Juan Antonio Tubío
Juan Antonio Tubío

Reputation: 1191

How to check if one wallet address have already called a method on an EVM contract (PYTHON)

Introduction

I have a list of wallets and I want to ensure that a contract function is called only once. To achieve this, I iterate through the wallets, check if each wallet has already called that function, and if not, I proceed to call it. (I'm testing on Linea and Base blockchains buy I'm looking for a universal solution for EVM blockchains.)

Explanation

I need to check if a specific contract function has been called by a wallet address after a given block number. Here are the data I have:

What I tried.

Using an API to Fetch Transactions:

I used the Lineascan/Basescan API to fetch transactions with the following code:

        url = (f"{self.scan_api_url}"
               f"?module=account"
               f"&action=txlist"
               f"&address={wallet_address if wallet_address is not None else self.wallet_address}"
               f"&startblock={self.quest.start_block}"
               f"&endblock=99999999"
               f"&page=1"
               f"&offset=10000"
               f"&sort=asc"
               f"&apikey={self.scan_api_key}")

And checking for contract_address on the list.

However, this approach often fails to return recent blocks due to delays in the API.

Iterating Through Blocks:

I tried iterating from the latest block back to startblock and checking for wallet_address.

block = self.w3.eth.get_block(block_num, full_transactions=True)

This method is very slow because it processes a large number of blocks.

Using get_logs():

I attempted to use the get_logs() method but faced limitations:

logs = self.w3.eth.get_logs()

The method has a limit of 1000 blocks and I couldn't figure out how to filter by wallet address and contract function.

What I'm Looking For:

Preferred Solution: A way to efficiently check if wallet_address has called contract_function_name on contract_address after start_block.

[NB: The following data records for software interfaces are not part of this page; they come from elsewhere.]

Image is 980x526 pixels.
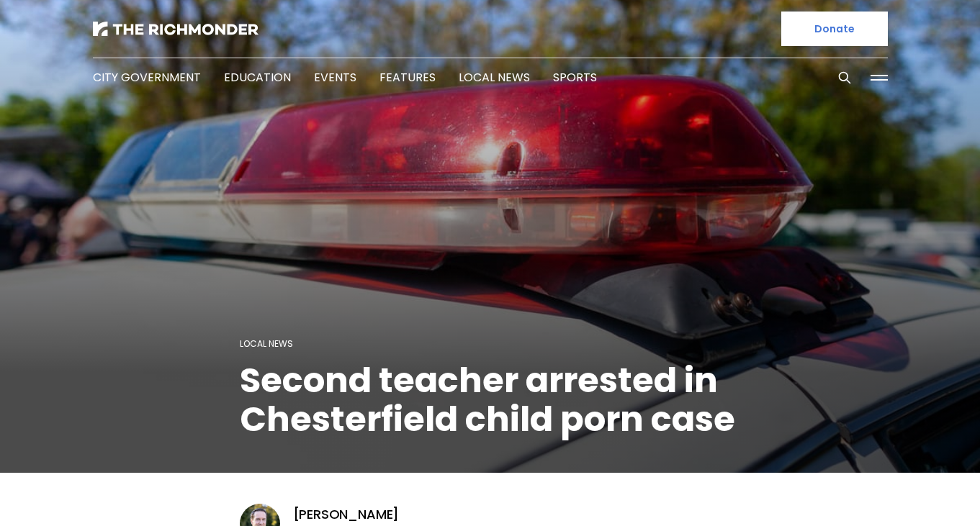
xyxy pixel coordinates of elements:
img: The Richmonder [93,22,259,36]
a: Events [314,69,356,86]
h1: Second teacher arrested in Chesterfield child porn case [240,361,741,439]
a: Features [380,69,436,86]
a: Education [224,69,291,86]
a: Local News [458,69,530,86]
a: Sports [553,69,597,86]
a: Donate [781,12,887,46]
a: City Government [93,69,201,86]
button: Search this site [834,67,855,89]
a: [PERSON_NAME] [293,506,399,523]
a: Local News [240,337,293,350]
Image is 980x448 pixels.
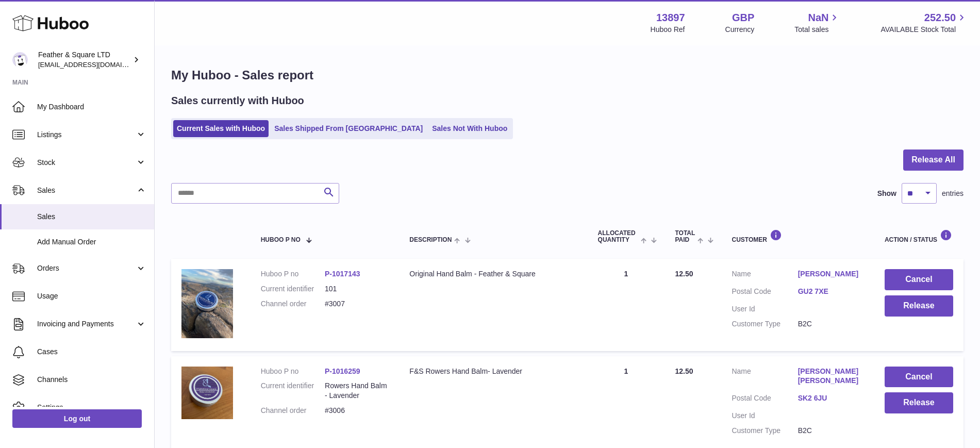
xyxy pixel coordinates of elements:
a: P-1017143 [325,269,360,277]
span: 12.50 [675,367,693,375]
dt: Channel order [261,405,325,415]
dt: Current identifier [261,380,325,401]
span: Add Manual Order [37,237,147,247]
a: Log out [12,409,141,428]
button: Release [884,295,953,316]
dd: B2C [798,425,864,435]
img: feathernsquare@gmail.com [12,52,28,68]
span: Cases [37,347,147,356]
div: Original Hand Balm - Feather & Square [409,269,577,279]
dt: Customer Type [731,425,797,435]
dt: Customer Type [731,319,797,328]
span: Invoicing and Payments [37,319,135,328]
a: 252.50 AVAILABLE Stock Total [881,11,967,35]
a: SK2 6JU [798,393,864,403]
button: Release All [903,150,963,171]
div: Feather & Square LTD [38,50,131,70]
a: NaN Total sales [794,11,840,35]
dt: Channel order [261,298,325,309]
dd: 101 [325,284,389,294]
button: Release [884,392,953,413]
dt: Name [731,366,797,389]
span: Channels [37,374,147,384]
span: 12.50 [675,269,693,277]
button: Cancel [884,269,953,290]
span: Total paid [675,230,695,243]
div: Huboo Ref [651,25,685,35]
a: Current Sales with Huboo [173,120,269,137]
span: Description [409,237,451,243]
dd: Rowers Hand Balm- Lavender [325,380,389,401]
a: [PERSON_NAME] [PERSON_NAME] [798,366,864,386]
img: il_fullxfull.5886853711_7eth.jpg [181,366,233,419]
h2: Sales currently with Huboo [171,94,304,107]
span: ALLOCATED Quantity [598,230,639,243]
a: Sales Not With Huboo [429,120,511,137]
span: Listings [37,130,135,140]
dd: B2C [798,319,864,328]
span: [EMAIL_ADDRESS][DOMAIN_NAME] [38,60,151,68]
span: My Dashboard [37,102,147,112]
span: Stock [37,158,135,168]
span: Total sales [794,25,840,35]
span: Huboo P no [261,237,301,243]
a: P-1016259 [325,367,360,375]
span: Orders [37,263,135,273]
span: Settings [37,402,147,412]
strong: 13897 [656,11,685,25]
h1: My Huboo - Sales report [171,67,963,83]
span: 252.50 [924,11,956,25]
span: NaN [808,11,828,25]
span: Usage [37,291,147,301]
span: AVAILABLE Stock Total [881,25,967,35]
label: Show [877,189,897,198]
dt: Huboo P no [261,269,325,279]
div: F&S Rowers Hand Balm- Lavender [409,366,577,376]
a: GU2 7XE [798,286,864,296]
a: Sales Shipped From [GEOGRAPHIC_DATA] [271,120,426,137]
span: entries [942,189,963,198]
dt: Name [731,269,797,281]
dt: Huboo P no [261,366,325,376]
button: Cancel [884,366,953,387]
strong: GBP [732,11,754,25]
div: Currency [725,25,754,35]
span: Sales [37,212,147,222]
dd: #3007 [325,298,389,309]
a: [PERSON_NAME] [798,269,864,279]
img: il_fullxfull.5545322717_sv0z.jpg [181,269,233,338]
dt: Postal Code [731,286,797,298]
td: 1 [587,259,665,350]
div: Customer [731,229,863,243]
dd: #3006 [325,405,389,415]
dt: User Id [731,410,797,420]
span: Sales [37,186,135,195]
dt: Current identifier [261,284,325,294]
dt: Postal Code [731,393,797,405]
dt: User Id [731,304,797,313]
div: Action / Status [884,229,953,243]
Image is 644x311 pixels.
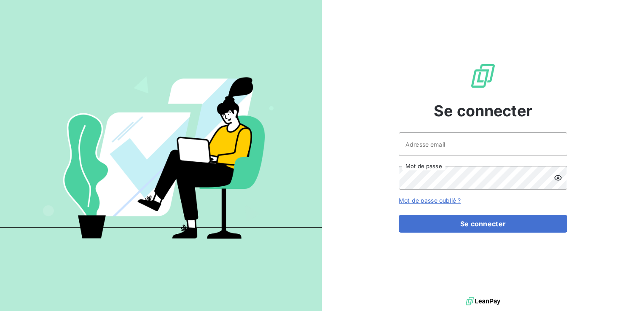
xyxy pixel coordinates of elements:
[399,215,568,233] button: Se connecter
[434,100,532,122] span: Se connecter
[466,295,500,308] img: logo
[470,62,497,89] img: Logo LeanPay
[399,197,461,204] a: Mot de passe oublié ?
[399,132,568,156] input: placeholder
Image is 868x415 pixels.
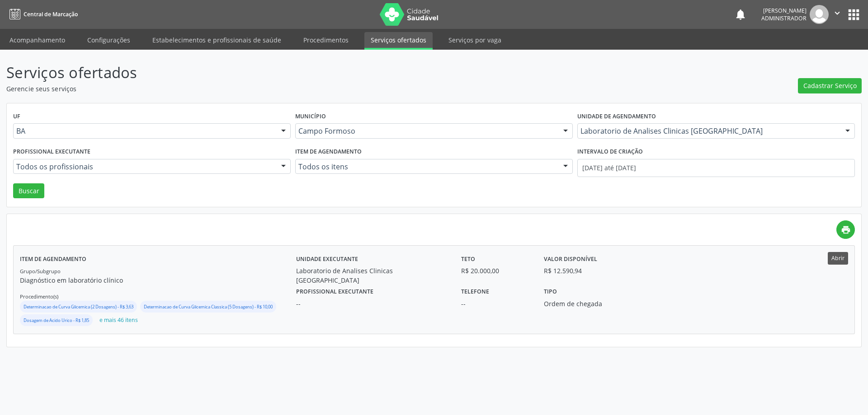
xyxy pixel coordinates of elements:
label: Profissional executante [296,285,373,299]
small: Grupo/Subgrupo [20,268,60,275]
button: e mais 46 itens [96,314,141,326]
p: Serviços ofertados [6,61,605,84]
button: notifications [734,8,747,21]
span: Todos os profissionais [16,162,272,172]
div: R$ 20.000,00 [461,266,531,275]
label: Unidade de agendamento [577,109,656,124]
label: Profissional executante [13,145,91,159]
label: Valor disponível [543,252,597,266]
label: Item de agendamento [20,252,86,266]
small: Determinacao de Curva Glicemica (2 Dosagens) - R$ 3,63 [24,304,133,310]
img: img [809,5,829,24]
span: BA [16,126,272,135]
label: Intervalo de criação [577,145,642,159]
i:  [832,8,841,18]
a: Central de Marcação [6,7,78,22]
div: Ordem de chegada [543,299,655,309]
small: Determinacao de Curva Glicemica Classica (5 Dosagens) - R$ 10,00 [144,304,272,310]
a: Serviços ofertados [364,33,432,49]
a: Serviços por vaga [442,33,507,48]
i: print [840,225,850,235]
a: Acompanhamento [3,33,71,48]
input: Selecione um intervalo [577,159,854,177]
label: Tipo [543,285,556,299]
label: Município [295,109,326,124]
label: UF [13,109,21,124]
a: Estabelecimentos e profissionais de saúde [146,33,287,48]
span: Administrador [760,15,806,22]
small: Dosagem de Acido Urico - R$ 1,85 [24,317,89,323]
button: apps [845,7,861,23]
span: Laboratorio de Analises Clinicas [GEOGRAPHIC_DATA] [580,126,836,135]
a: Configurações [81,33,136,48]
div: [PERSON_NAME] [760,7,806,15]
button: Buscar [13,183,44,199]
button:  [829,5,845,24]
p: Gerencie seus serviços [6,84,605,94]
div: -- [296,299,449,309]
label: Teto [461,252,474,266]
a: print [836,221,854,239]
button: Abrir [828,252,847,264]
div: Laboratorio de Analises Clinicas [GEOGRAPHIC_DATA] [296,266,449,285]
div: R$ 12.590,94 [543,266,582,275]
span: Todos os itens [298,162,554,172]
label: Unidade executante [296,252,358,266]
span: Cadastrar Serviço [803,81,856,91]
button: Cadastrar Serviço [798,78,861,94]
span: Central de Marcação [24,11,78,18]
small: Procedimento(s) [20,293,58,300]
p: Diagnóstico em laboratório clínico [20,275,296,285]
label: Item de agendamento [295,145,361,159]
a: Procedimentos [297,33,355,48]
div: -- [461,299,531,309]
span: Campo Formoso [298,126,554,135]
label: Telefone [461,285,489,299]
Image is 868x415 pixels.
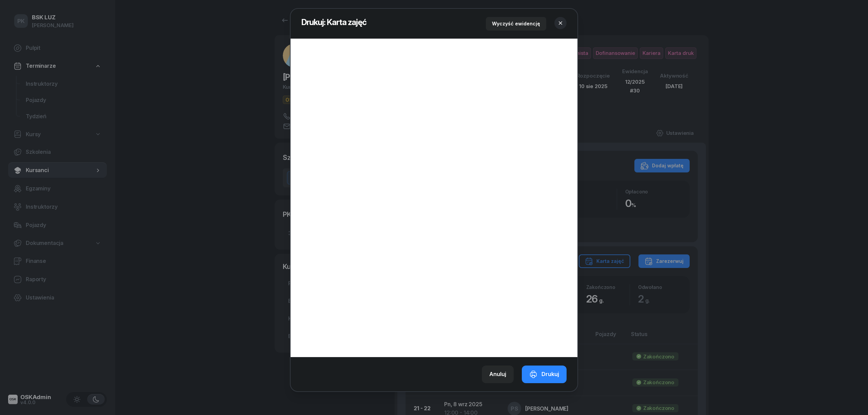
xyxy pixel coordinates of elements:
button: Drukuj [522,365,567,383]
div: Drukuj [529,370,559,378]
div: Anuluj [489,370,506,378]
button: Wyczyść ewidencję [486,17,546,30]
div: Wyczyść ewidencję [492,19,540,28]
span: Drukuj: Karta zajęć [301,17,366,27]
button: Anuluj [482,365,513,383]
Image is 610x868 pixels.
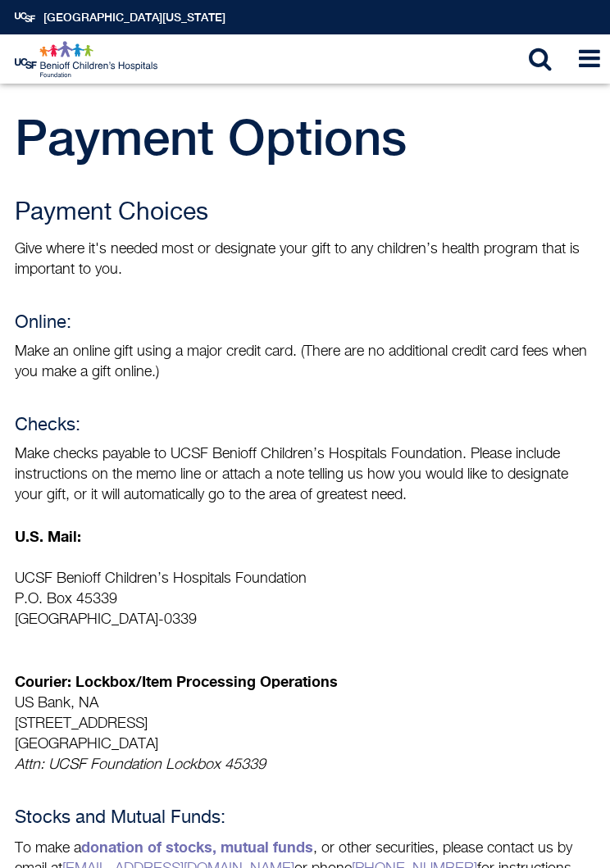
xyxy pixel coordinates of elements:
[15,313,595,334] h4: Online:
[15,650,595,776] p: US Bank, NA [STREET_ADDRESS] [GEOGRAPHIC_DATA]
[15,108,406,166] span: Payment Options
[15,239,595,280] p: Give where it's needed most or designate your gift to any children’s health program that is impor...
[15,342,595,383] p: Make an online gift using a major credit card. (There are no additional credit card fees when you...
[15,758,266,772] em: Attn: UCSF Foundation Lockbox 45339
[15,444,595,506] p: Make checks payable to UCSF Benioff Children’s Hospitals Foundation. Please include instructions ...
[15,416,595,436] h4: Checks:
[15,198,595,228] h3: Payment Choices
[15,569,595,631] p: UCSF Benioff Children’s Hospitals Foundation P.O. Box 45339 [GEOGRAPHIC_DATA]-0339
[15,808,595,828] h4: Stocks and Mutual Funds:
[15,527,81,545] strong: U.S. Mail:
[15,672,338,690] strong: Courier: Lockbox/Item Processing Operations
[81,838,313,856] a: donation of stocks, mutual funds
[15,41,160,78] img: Logo for UCSF Benioff Children's Hospitals Foundation
[43,10,225,24] a: [GEOGRAPHIC_DATA][US_STATE]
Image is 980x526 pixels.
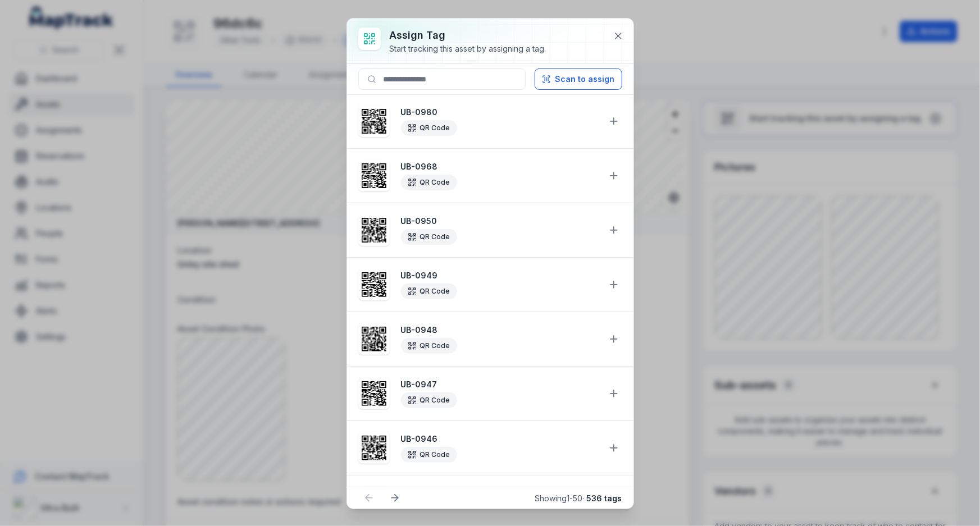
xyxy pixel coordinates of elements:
span: Showing 1 - 50 · [536,493,622,502]
strong: 536 tags [587,493,622,502]
strong: UB-0947 [401,379,599,390]
strong: UB-0950 [401,216,599,227]
h3: Assign tag [390,27,546,43]
strong: UB-0946 [401,433,599,445]
strong: UB-0980 [401,106,599,118]
strong: UB-0948 [401,324,599,335]
div: QR Code [401,175,457,191]
div: QR Code [401,392,457,408]
strong: UB-0968 [401,161,599,172]
div: QR Code [401,338,457,354]
strong: UB-0949 [401,270,599,281]
div: QR Code [401,229,457,244]
div: QR Code [401,446,457,462]
button: Scan to assign [535,68,622,90]
div: Start tracking this asset by assigning a tag. [390,43,546,55]
div: QR Code [401,120,457,136]
div: QR Code [401,283,457,299]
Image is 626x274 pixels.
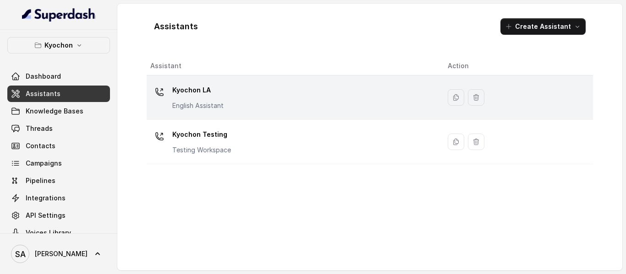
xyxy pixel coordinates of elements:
span: API Settings [26,211,66,220]
a: [PERSON_NAME] [7,241,110,267]
button: Kyochon [7,37,110,54]
a: Campaigns [7,155,110,172]
text: SA [15,250,26,259]
span: Knowledge Bases [26,107,83,116]
a: Dashboard [7,68,110,85]
a: Threads [7,121,110,137]
th: Action [440,57,593,76]
a: Assistants [7,86,110,102]
a: Integrations [7,190,110,207]
a: Pipelines [7,173,110,189]
a: API Settings [7,208,110,224]
p: Kyochon [44,40,73,51]
span: Threads [26,124,53,133]
span: Voices Library [26,229,71,238]
p: Kyochon Testing [172,127,231,142]
span: Integrations [26,194,66,203]
span: Contacts [26,142,55,151]
span: Dashboard [26,72,61,81]
span: Pipelines [26,176,55,186]
img: light.svg [22,7,96,22]
button: Create Assistant [500,18,586,35]
a: Voices Library [7,225,110,241]
span: [PERSON_NAME] [35,250,88,259]
span: Assistants [26,89,60,99]
p: Testing Workspace [172,146,231,155]
span: Campaigns [26,159,62,168]
a: Knowledge Bases [7,103,110,120]
a: Contacts [7,138,110,154]
p: English Assistant [172,101,224,110]
p: Kyochon LA [172,83,224,98]
h1: Assistants [154,19,198,34]
th: Assistant [147,57,440,76]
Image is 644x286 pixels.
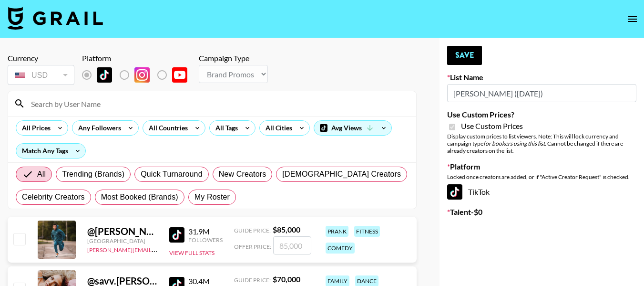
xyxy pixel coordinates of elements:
img: TikTok [97,67,112,83]
a: [PERSON_NAME][EMAIL_ADDRESS][DOMAIN_NAME] [87,244,229,254]
div: Currency [8,53,74,63]
input: 85,000 [273,236,312,254]
div: List locked to TikTok. [82,65,195,85]
div: [GEOGRAPHIC_DATA] [87,237,158,244]
span: Trending (Brands) [62,169,125,180]
button: open drawer [623,10,642,29]
div: Match Any Tags [16,144,85,158]
img: Grail Talent [8,7,103,30]
div: @ [PERSON_NAME].[PERSON_NAME] [87,225,158,237]
label: Platform [447,162,636,171]
img: Instagram [135,67,150,83]
button: Save [447,46,482,65]
input: Search by User Name [25,96,411,111]
span: Guide Price: [234,227,271,234]
div: All Cities [260,121,294,135]
img: TikTok [447,184,463,200]
span: Offer Price: [234,243,271,250]
span: Guide Price: [234,276,271,284]
div: All Prices [16,121,52,135]
div: fitness [354,226,380,237]
span: Use Custom Prices [461,121,523,131]
div: comedy [326,243,355,254]
div: 31.9M [188,227,223,236]
div: Followers [188,236,223,244]
img: TikTok [169,227,185,243]
span: Celebrity Creators [22,191,85,203]
div: USD [10,67,73,84]
span: New Creators [219,169,267,180]
span: Most Booked (Brands) [101,191,178,203]
div: Currency is locked to USD [8,63,74,87]
span: All [37,169,46,180]
div: Any Followers [73,121,123,135]
label: List Name [447,73,636,82]
strong: $ 85,000 [273,225,301,234]
div: Locked once creators are added, or if "Active Creator Request" is checked. [447,173,636,180]
label: Talent - $ 0 [447,207,636,217]
strong: $ 70,000 [273,275,301,284]
div: prank [326,226,349,237]
div: 30.4M [188,276,223,286]
span: Quick Turnaround [141,169,203,180]
em: for bookers using this list [484,140,545,147]
span: My Roster [195,191,230,203]
div: Display custom prices to list viewers. Note: This will lock currency and campaign type . Cannot b... [447,133,636,154]
div: All Tags [210,121,240,135]
div: All Countries [143,121,190,135]
div: Avg Views [314,121,392,135]
span: [DEMOGRAPHIC_DATA] Creators [282,169,401,180]
div: Platform [82,53,195,63]
button: View Full Stats [169,249,215,256]
label: Use Custom Prices? [447,110,636,119]
div: TikTok [447,184,636,200]
img: YouTube [172,67,187,83]
div: Campaign Type [199,53,268,63]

Ideally, this solution would filter by both wallet address and contract function.

Alternative Solution: If filtering by both wallet address and contract function is not feasible, a solution that simply checks if wallet_address interacted with contract_address would be acceptable.

Any help or guidance on how to achieve this efficiently would be greatly appreciated!

Upvotes: 0

Views: 118

Answers (1)

Petr Hejda
Petr Hejda

Reputation: 43581

The most straightforward solution is to track the method executions onchain in Solidity - assuming that the contract is in development stage and that you can still redeploy it with the code changes.

pragma solidity ^0.8.26;

contract MyContract {
    mapping (address caller => mapping (bytes4 signature => bool called)) public wasCalled;

    modifier onlyOneCallPerAddress(address caller, bytes4 signature) {
        require(wasCalled[caller][signature] == false, "cannot call twice");
        wasCalled[caller][signature] = true;
        _;
    }

    function foo() external onlyOneCallPerAddress(msg.sender, msg.sig) {
    }

    function foo2(uint256 number) external onlyOneCallPerAddress(msg.sender, msg.sig) {
    }

    function notTracked() external {
        // this function does not use the `onlyOneCallPerAddress` modifier
        // so it can be called as many times as the caller wants
    }
}

This onlyOneCallPerAddress modifier accepts two arguments:

  1. Caller of the function (note that the caller can be EOA as well as another contract)

  2. And the function signature. It's the unique identifier of the called function and it is stored in the read-only global variable msg.sig.

    The function signature doesn't take argument values into account. So no matter what value you pass to the foo2() function, each caller can only invoke it once.


As for the offchain solution, I'm afraid you'll need to loop through all event logs emitted by the contract. And if any of the functions that you want to track doesn't emit event logs, you'll need to loop through all transactions.

Depending on your use case, you might not want to forget to run block traces to retrieve and validate against internal transactions as well. Otherwise, the caller could bypass your check by using proxy contracts.

  1. caller 1 -> proxy 1 -> your contract, target function foo()
  2. caller 1 -> proxy 2 -> your contract, target function foo()

Reading transaction receipts (without the internal transactions), this would simply show up as:

  1. from caller 1, to proxy 1
  2. from caller 1, to proxy 2

Unfortunately I don't know Python that well - but hopefully someone else can expand on this and post the code.